This article explores the impact of human migration on the formation, negotiation, and contestation of community and music. In particular, it examines migration patterns in the Republic of Ireland. The first section provides a context for contemporary migration by surveying migration patterns over the last thirty years. The second section explores the impact of migration on community and introduces the concept of sonic hospitality. The final section examines the links between migration and knowledge transfer, with particular reference to tacit, embodied knowledge and its implications for teaching and learning in a multicultural context.
As a specialist in ritual theory and performance, with some professional experience of communtiy music, I have always been struck by the robust resistance to clear-cut definitions or identities, by both ritual and community music. This article takes as its point of departure the proposal of ritual scholar Catherine Bell, that we abandon the quest for conceptual identity and more fruitfully turn our attention to the potential of practice to generate its own identity. Drawing on a post-modern interpretation of practice theory, she explores four ways in which practices generate meaning: through strategic behaviour, situationality, the necessary misrecognition of its own enterprise, and its potential for redemptive hegemony in its discourse with power. The paper concludes with an example from my own work with the refugee and asylum seeking community in Limerick, and an interrogation of Bell's proposal, with reference to this experience of music-making.
There is increasing recognition that people’s lived experience needs to be incorporated into health decision-making. This has led to rising imperatives for involving the public in health processes, including research. While there have been significant advances in the field, patterns of exclusion still exist in some areas, including migrant participation in health research. Migration and mobility create challenges around social inclusion and this extends to social and cultural practices used in research. There is an emerging body of literature about improving meaningful, participatory spaces for migrants’ involvement in health research using creative tools and techniques that are attuned to cultural diversity. These include the use of arts-based research methods. There is strong evidence for the use of music, particularly singing, as an effective arts-based participatory tool. The goal of this scoping review is to investigate the evidence for the use of music as an arts-based method in migrant health research. Developed by an interdisciplinary team specialising in public and patient involvement; nursing and midwifery; primary health care; and the performing arts, it aims to analyse existing evidence across disciplines that are not usually studied together, identify gaps in current knowledge and use these as a foundation to build effective strategies towards increasing access to and knowledge of participatory, arts-based methods using music in migrant health research. Methods: The protocol for this scoping review follows the guidelines and stages set out in the JBI Reviewer’s Manual (Peters et al., 2017), and by Levac et al, (2010), which build on the methodological framework of Arksey and O’Malley (2005). This incorporates six stages: 1) Identifying the research question; 2) Identifying relevant studies; 3) Study selection; 4) Charting the data; 5) Collating, summarising, and reporting results; and 6) Consultation.
Why do so many people feel part of something bigger than themselves when they sing with others? How does listening to people sing, especially in certain ritual contexts, give us this same feeling? With this book, singer and scholar Helen Phelan draws on over two decades of musical and educational research to explore the agency of singing in fostering experiences of belonging through ritual performance. Set against the backdrop of “the new Ireland” of the late twentieth and early twenty-first centuries, it charts Ireland’s growing multiculturalism, changing patterns of migration, the diminishing influence of Catholicism, and synergies between local and global forms of cultural expression in its investigation of rights and rites of belonging. Richly autobiographical and autoethnographic, it examines a range of religious, educational, civic, and community-based rituals, including religious rituals of new migrant communities in “borrowed” rituals spaces; baptismal rituals in the context of the Irish citizenship referendum; rituals that mythologize the core values of an educational institution; a ritual laboratory for students of singing; and community-based festivals and performances. These close to the ground narratives peel back the physiological, emotional, and cultural layers of singing to investigate how it functions as a potential agent of belonging. Each chapter engages theoretically with one of five core characteristic of singing (resonance, somatics, performance, temporality, and tacitness) anchored in ethnographic descriptions of performed rituals. In doing so, it builds a persuasive theory of ritually framed singing as a potent tool in the creation of inclusive communities of belonging.
The Irish World Music Café was created in 2015 in Limerick, Ireland, in the context of the Irish Refugee Protection Programme. The Café is grounded in the four ‘PERC’ principles of participatory, ethical, reflexive and creative engagement. In the context of the COVID-19 pandemic, the Café moved online on World Refugee Day 2020 with two additional online Cafés thereafter. In January 2021, a review of participation in the Café commenced to guide the decision-making processes regarding content, format and mode of engagement for the immediate and long-term future. The review was qualitative, comprising ten ethnographic interviews and author fieldnotes. Data generated were interpreted using thematic analysis. Three themes were identified through this process: enablers, activities and experiences. It concludes with the proposal that the expanded temporal, spatial and relational opportunities created through the online environment correlate with reduced opportunities for kinaesthetic-tactile embodied experiences. Understanding the dynamic relationship between planes of lived experience is important in the future development of the Café.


Assignment — Of the lines listed below, return exactly those that run from the line containing "You are a GUI" through the line containing "The height and", both included.

Entries shown —
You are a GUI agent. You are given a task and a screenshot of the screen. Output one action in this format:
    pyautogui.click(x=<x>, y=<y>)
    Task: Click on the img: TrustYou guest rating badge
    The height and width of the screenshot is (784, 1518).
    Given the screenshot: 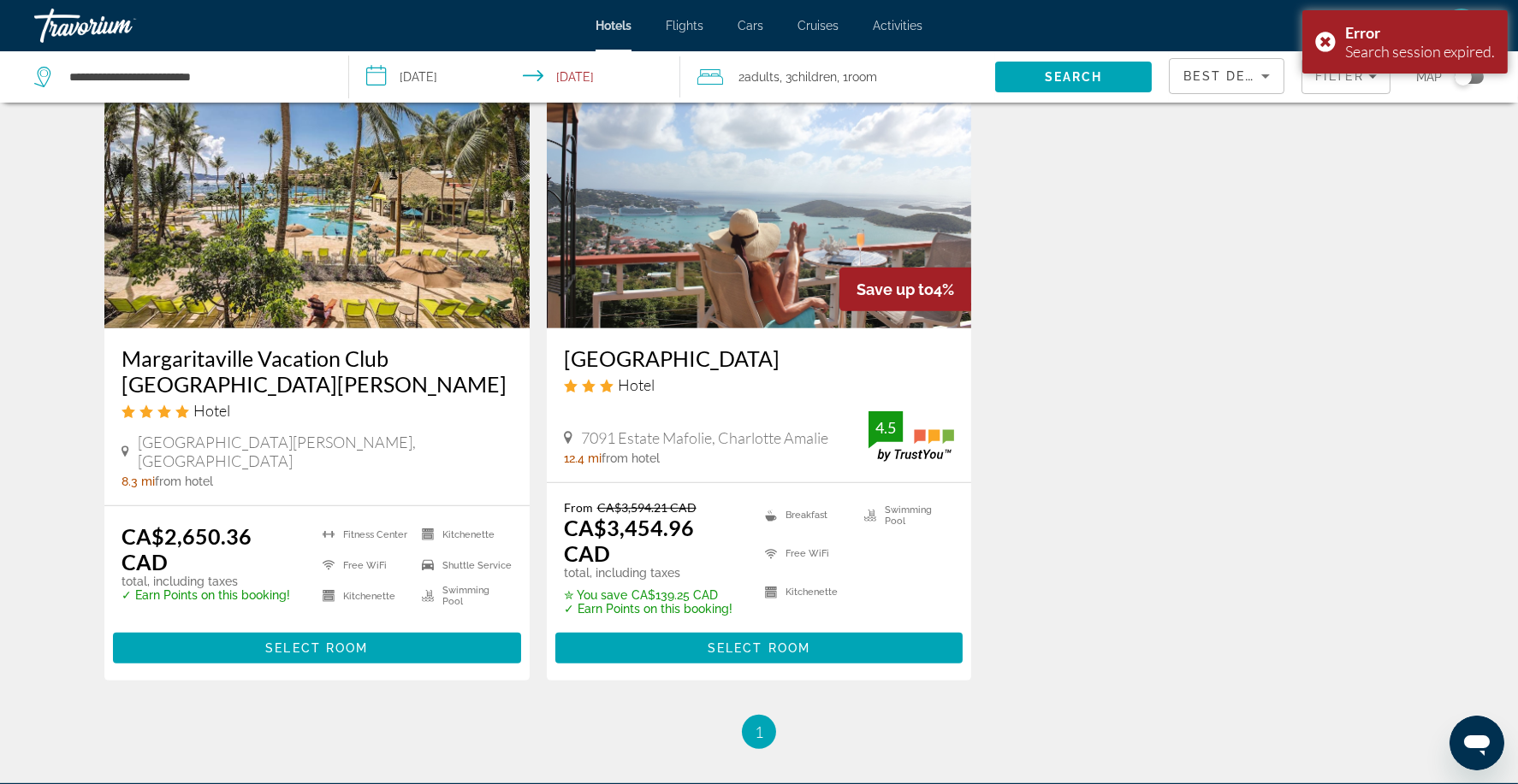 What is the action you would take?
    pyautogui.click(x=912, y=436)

* * *

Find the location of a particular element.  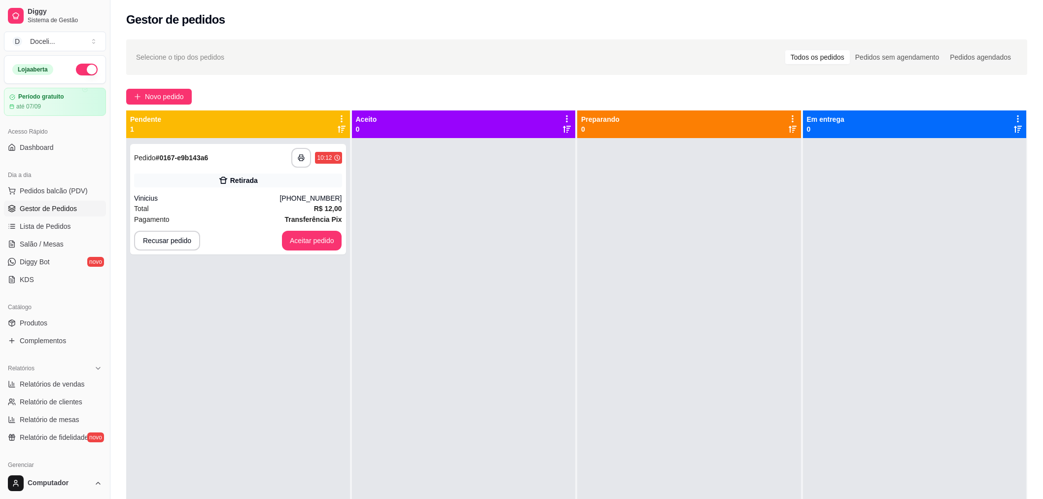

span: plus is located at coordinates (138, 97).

Written answer —
You are a GUI agent. You are given a task and a screenshot of the screen. Output one action in this format:
    pyautogui.click(x=<x>, y=<y>)
    Task: Click on the img: TrustYou guest rating badge
    The height and width of the screenshot is (784, 1518).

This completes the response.